**Aim of the exercise**
A word-for-word copy of the records below is needed, without the images.

(Data shown Opens)

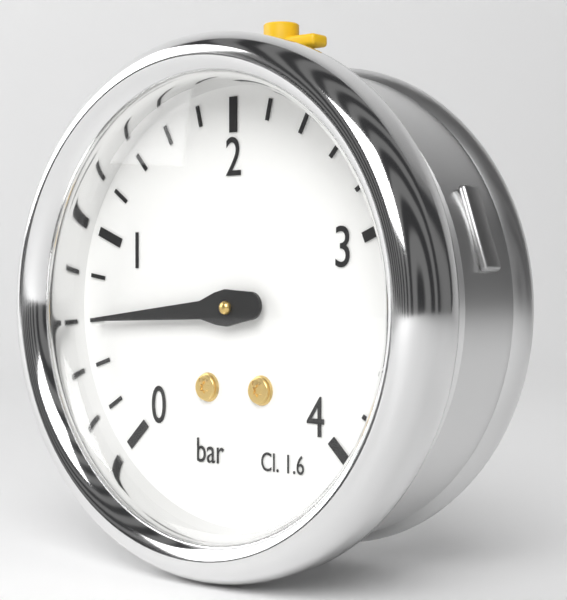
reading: 0.6 bar
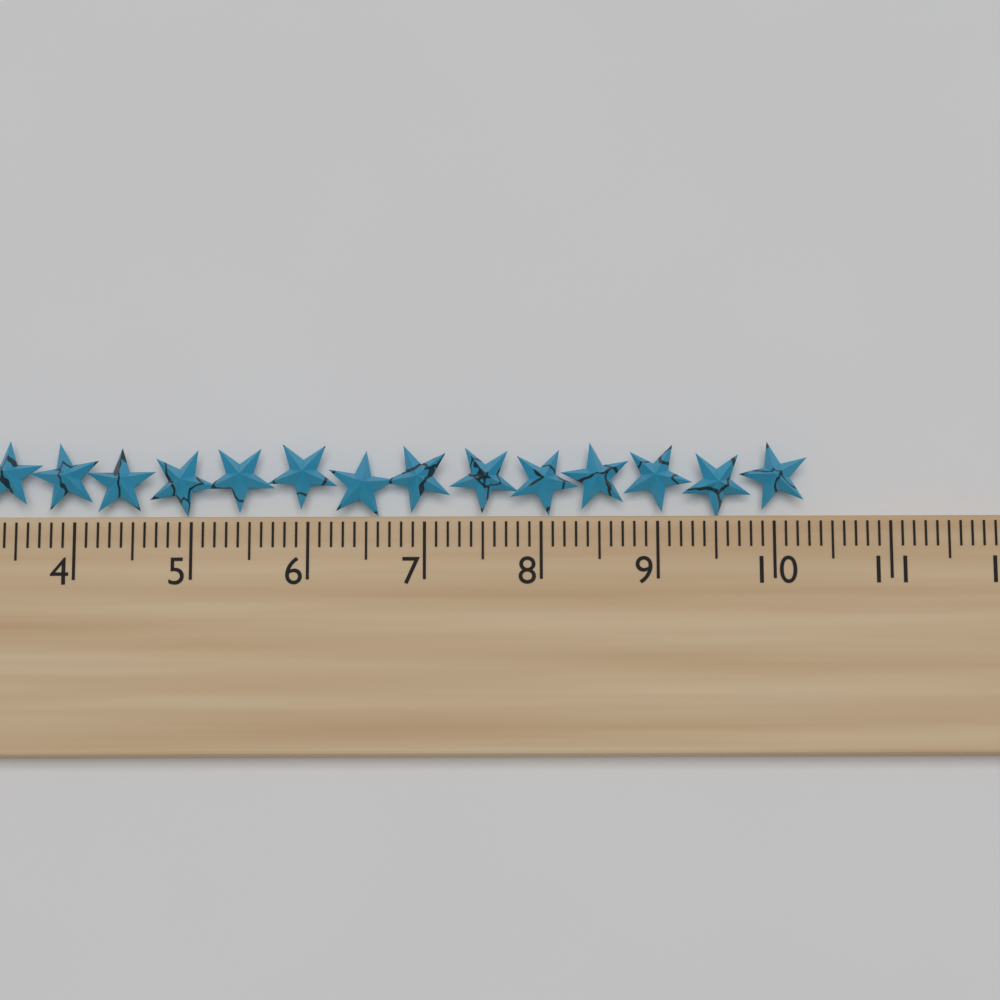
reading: 10.3 cm
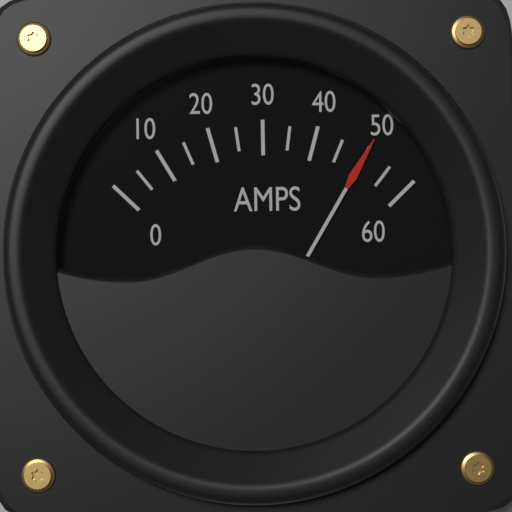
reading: 50 A
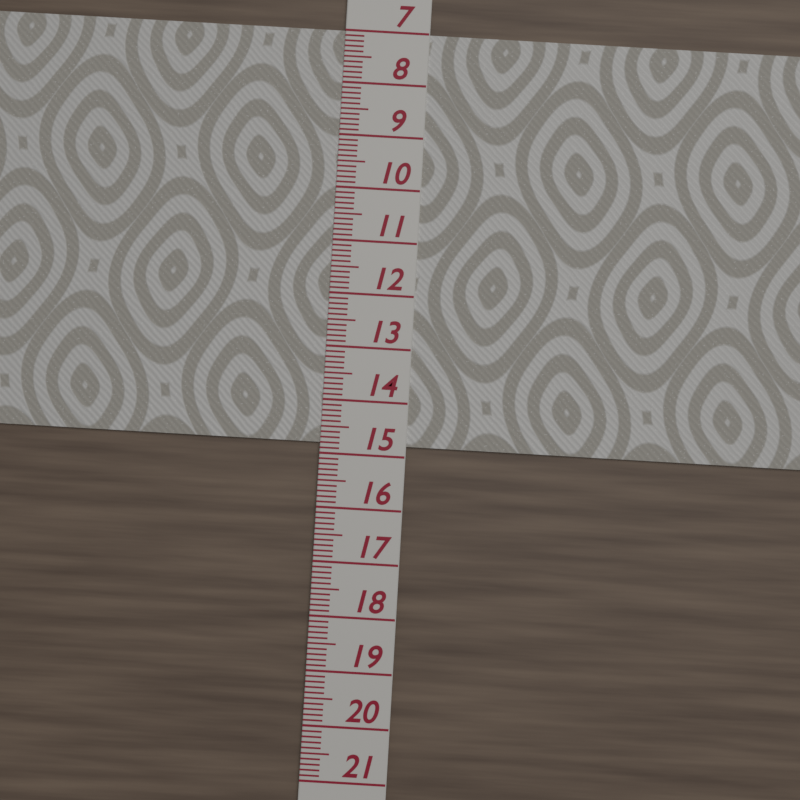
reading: 14.8 (no unit)
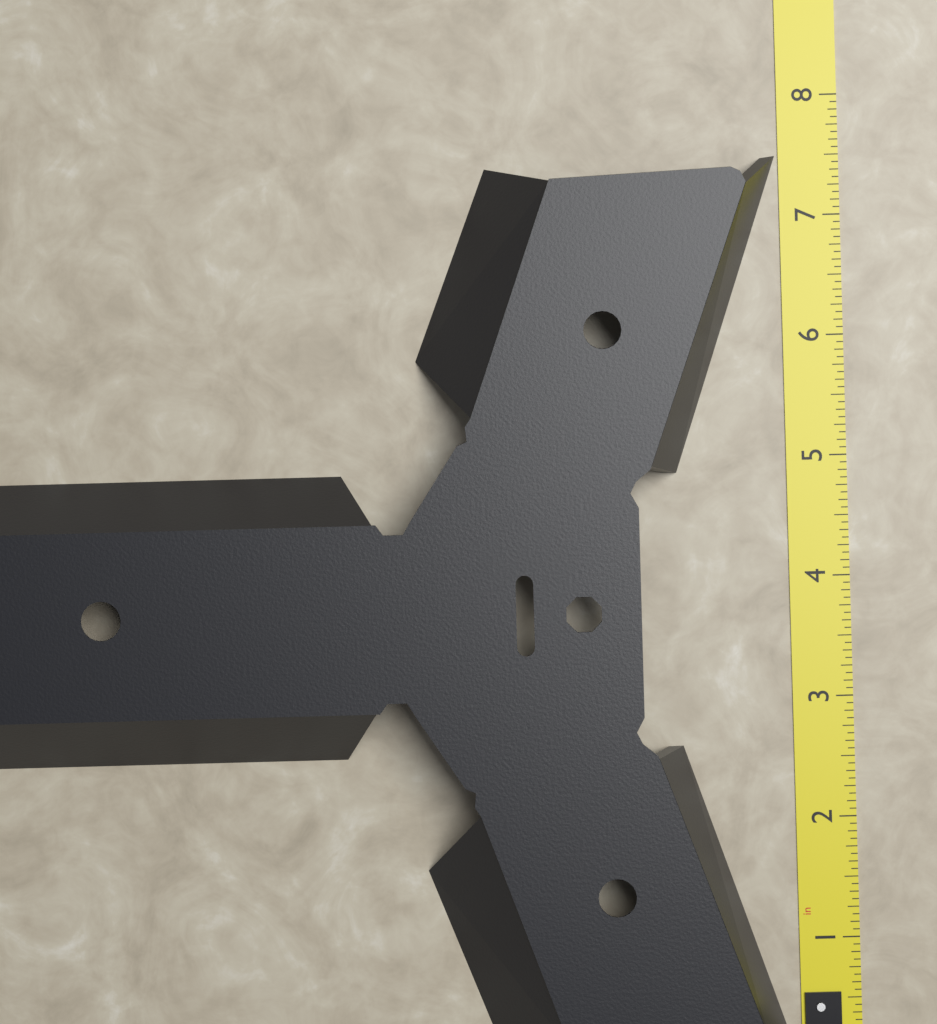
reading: 7.5000 in
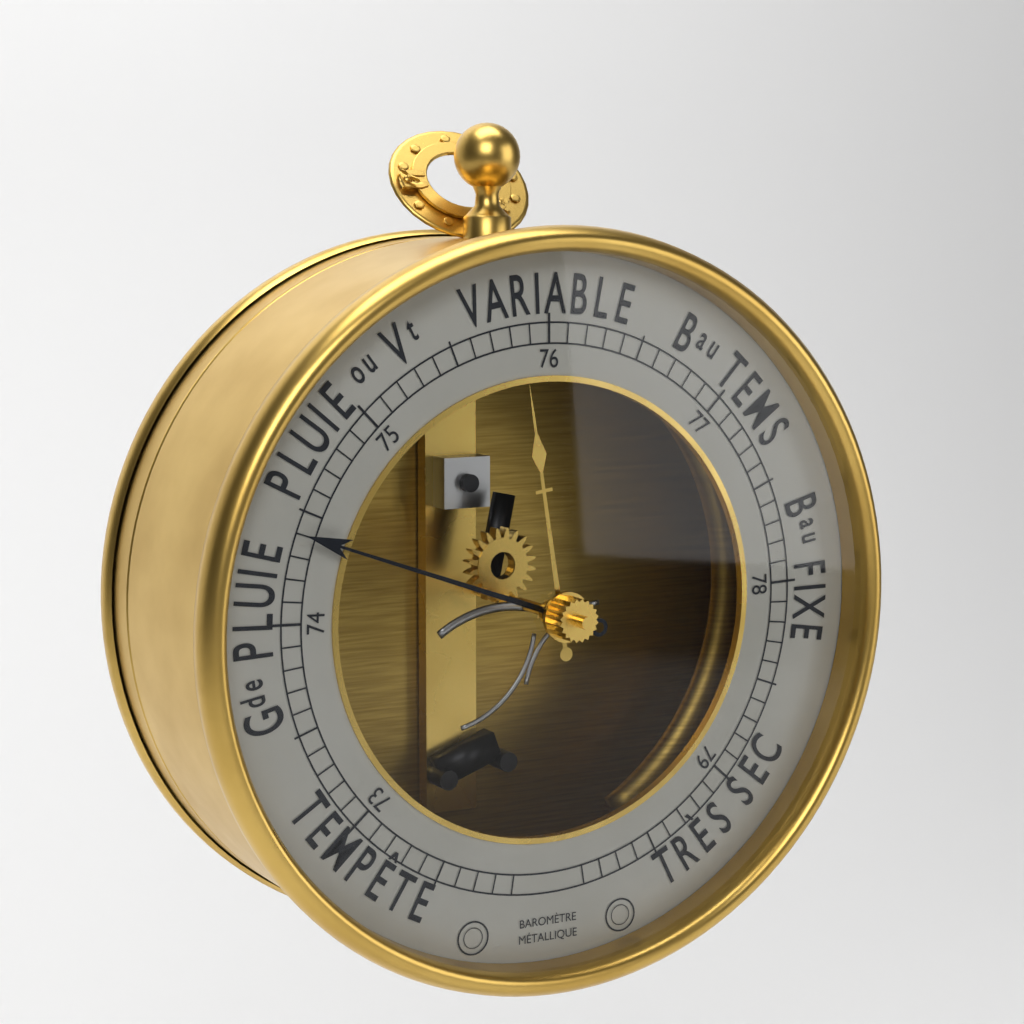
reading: 74.4 (no unit)
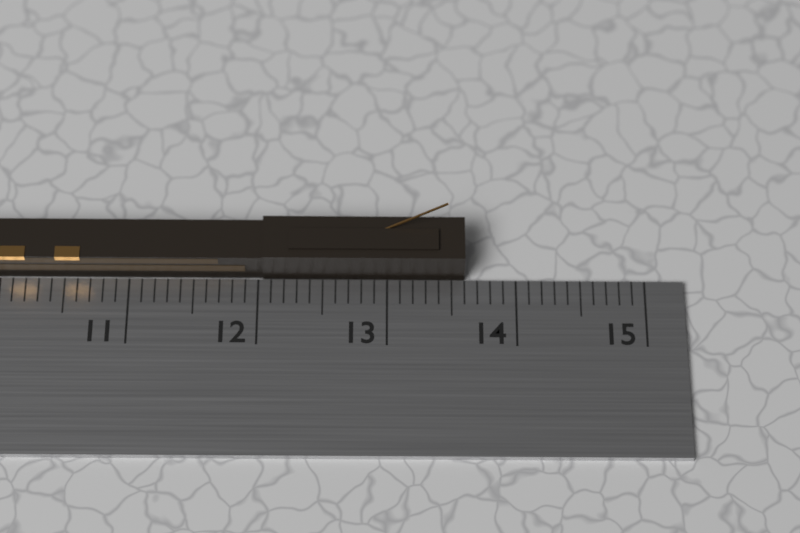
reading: 13.6 cm
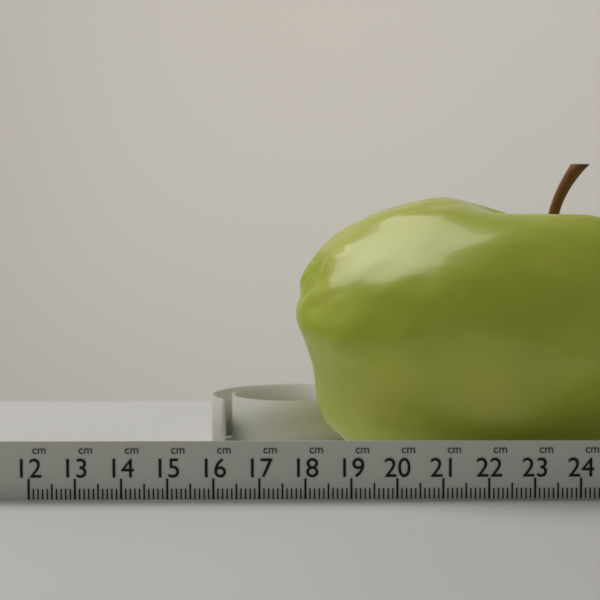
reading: 17.7 cm
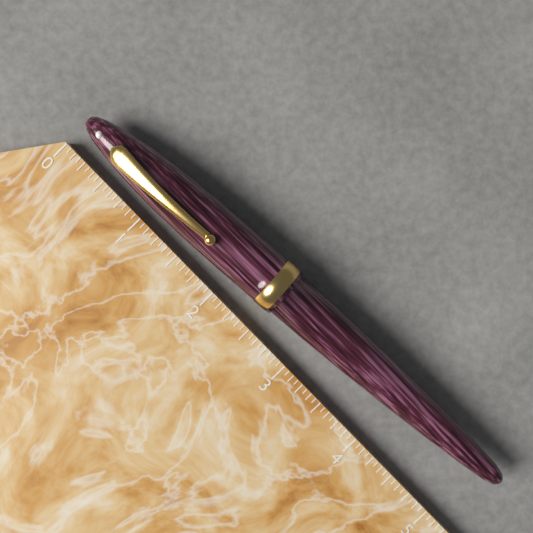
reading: 5.2500 (no unit)
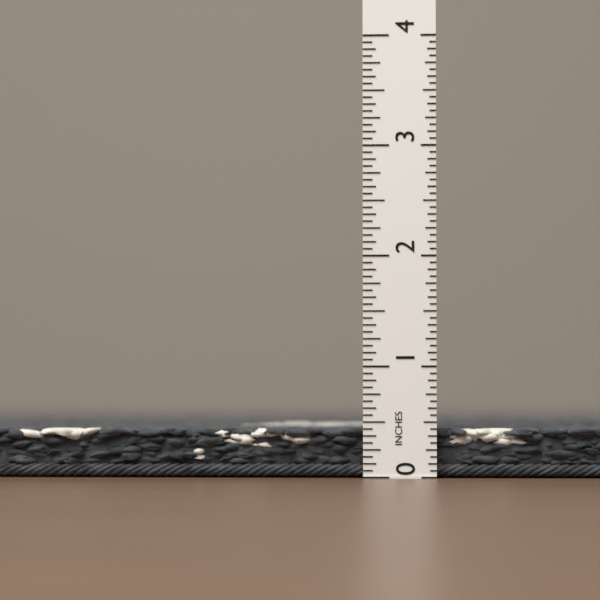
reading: 0.4375 in
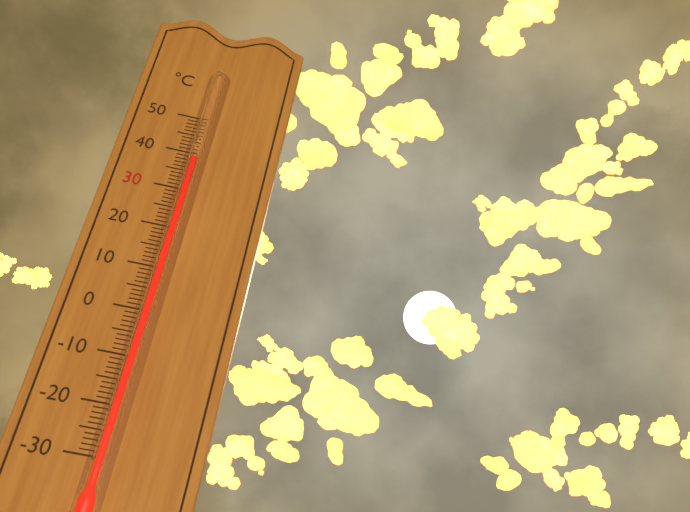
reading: 38 °C
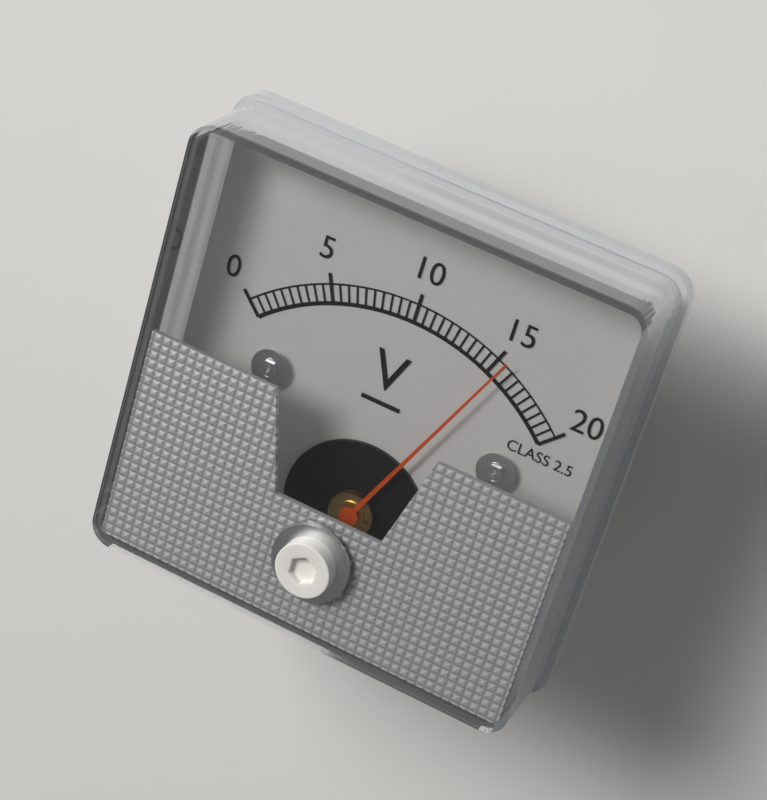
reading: 15.5 V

(Data shown Closes)

**Result**
reading: 0.6 bar
reading: 10.3 cm
reading: 50 A
reading: 14.8 (no unit)
reading: 7.5000 in
reading: 74.4 (no unit)
reading: 13.6 cm
reading: 17.7 cm
reading: 5.2500 (no unit)
reading: 0.4375 in
reading: 38 °C
reading: 15.5 V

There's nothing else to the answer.